To gain a better understanding of the risk of resistance developing, investigators from the University of North Carolina enrolled 98 adult patients from their HIV clinic who had been on a stable antiretroviral drug regimen for at least six months but had detectable viral loads. All of the patients had two genotypic resistance tests, taken at least 30 days apart.

Most of the patients had substantial treatment experience, with a median of three prior regimens and six antiretroviral drugs. At the start of the study, the median CD4 cell count was 246 cells/mm3 and viral load was 7940 copies/ml, with the 55% of the patients on a protease inhibitor-based drug regimen.

At the first genotypic test, 88% of the patients had at least one resistance mutation, with a median of three per patient. Resistance mutations were defined according to the International AIDS Society-USA guidelines.

After a median follow-up of 9.3 months, 60% of the patients had acquired at least one new mutation. CD4 cell counts had remained stable at a median of 242 cells/mm3 but viral loads had risen to 20,000 copies/ml (p = 0.02).

The investigators calculated that the development of new mutations was equivalent to an average rate of 1.61 new mutations in every patient every year (95% confidence interval: 1.36 – 1.90).

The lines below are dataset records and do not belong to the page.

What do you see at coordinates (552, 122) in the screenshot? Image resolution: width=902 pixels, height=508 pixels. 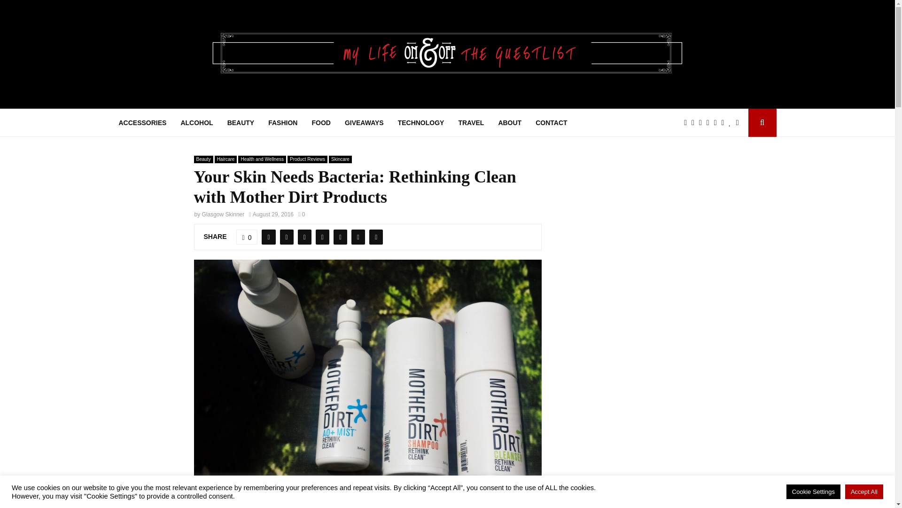 I see `CONTACT` at bounding box center [552, 122].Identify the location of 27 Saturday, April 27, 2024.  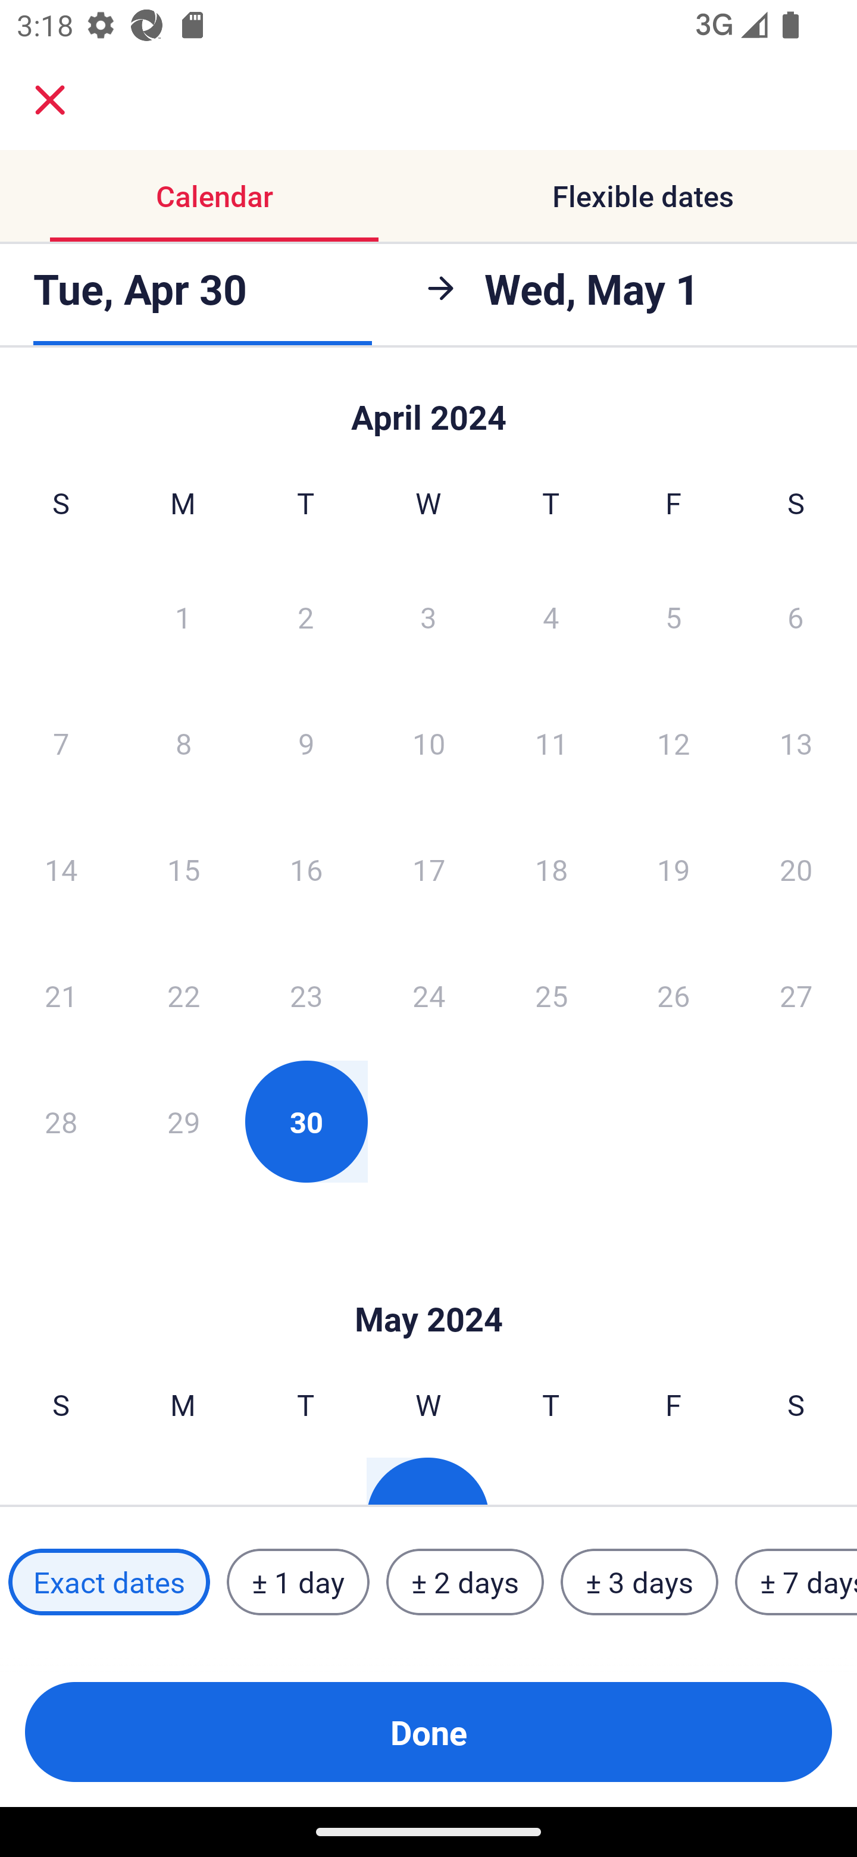
(797, 995).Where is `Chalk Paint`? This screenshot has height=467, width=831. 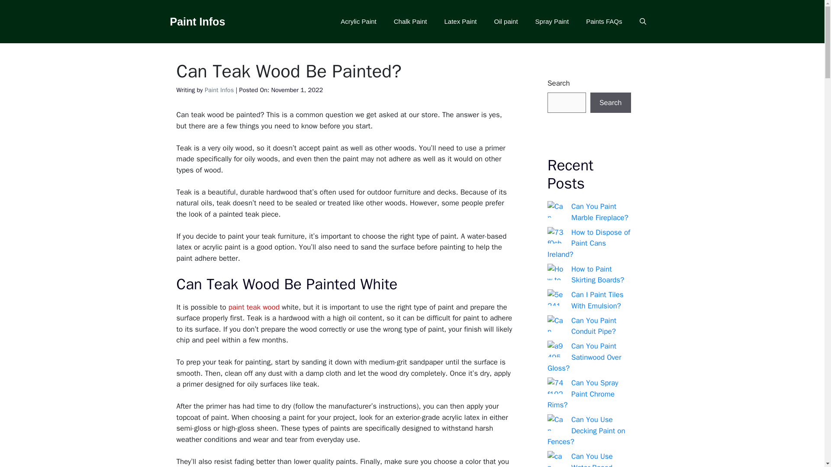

Despite the overall increase in the number of patients with at least one mutation, the proportion did not increase significantly for patients with protease inhibitor or nucleoside reverse transcriptase inhibitor (NRTI) mutations. However, there was a significant increase in the proportion of patients with non-nucleoside reverse transcriptase inhibitor (NNRTI) mutations, from 57 to 86% (p

This was paralleled by the patients’ predicted drug sensitivity over the course of the study. While the investigators found no significant differences in the predicted number of active protease inhibitors or NRTIs, among the patients receiving NNRTIs, the number of NNRTIs to which they remained susceptible decreased significantly (p = 0.046). “Because a single mutation may cause resistance to the NNRTIs, which also have a substantial degree of cross-resistance, patients were susceptible to fewer NNRTIs at follow-up, in contrast to baseline,” they explain.

Using a multivariable analysis, the investigators calculated that the risk of a new mutation was associated with the average viral load across the study (p = 0.001), the rate of change of viral load (p

Specifically, they saw that patients with average viral loads between 1000 and 10,000 copies/ml were twice as likely to develop new mutations than those with higher or lower average viral loads. “Occurrence of new mutations is a function of replication rate, and at HIV RNA levels less than 1000 copies/ml, ongoing continuous rounds of replication are likely to be low,” the authors explain. “Conversely, at higher replication rates new mutations are more likely to occur.”

Patients with viral loads rising at a rate of 0.2log10 per month were also at a twofold greater risk of new mutations than those with stable or falling viral loads. This, they argue, is due to high replication rates allowing any drug resistant virus particles to increase in number more rapidly.

Finally, having no mutations at the start of the study was also an independent risk factor for the risk of mutations developing, with these patients being at more than three times the risk of developing mutations than those with one to three mutations, and around twice as likely as those with more than three mutations. This could be due to the decreased fitness of HIV with multiple mutations, leading to lower replication rates.

Limitations of this study include the inability of the genotype tests used to detect mutations present in small numbers. It was also unable to detect resistance mutations for the fusion inhibitor T-20 (enfuvirtide, Fuzeon), which was being taken by two (2%) of the 98 patients.

“Further studies monitoring resistance evolution over time are needed, and combined analyses across observational cohorts would strengthen our initial observations,” the investigators write.

References

Napravnik S et al. HIV-1 drug resistance evolution among patients on potent combination antiretroviral therapy with detectable viraemia. J Acquir Immune Defic Syndr 40: 34-40, 2005.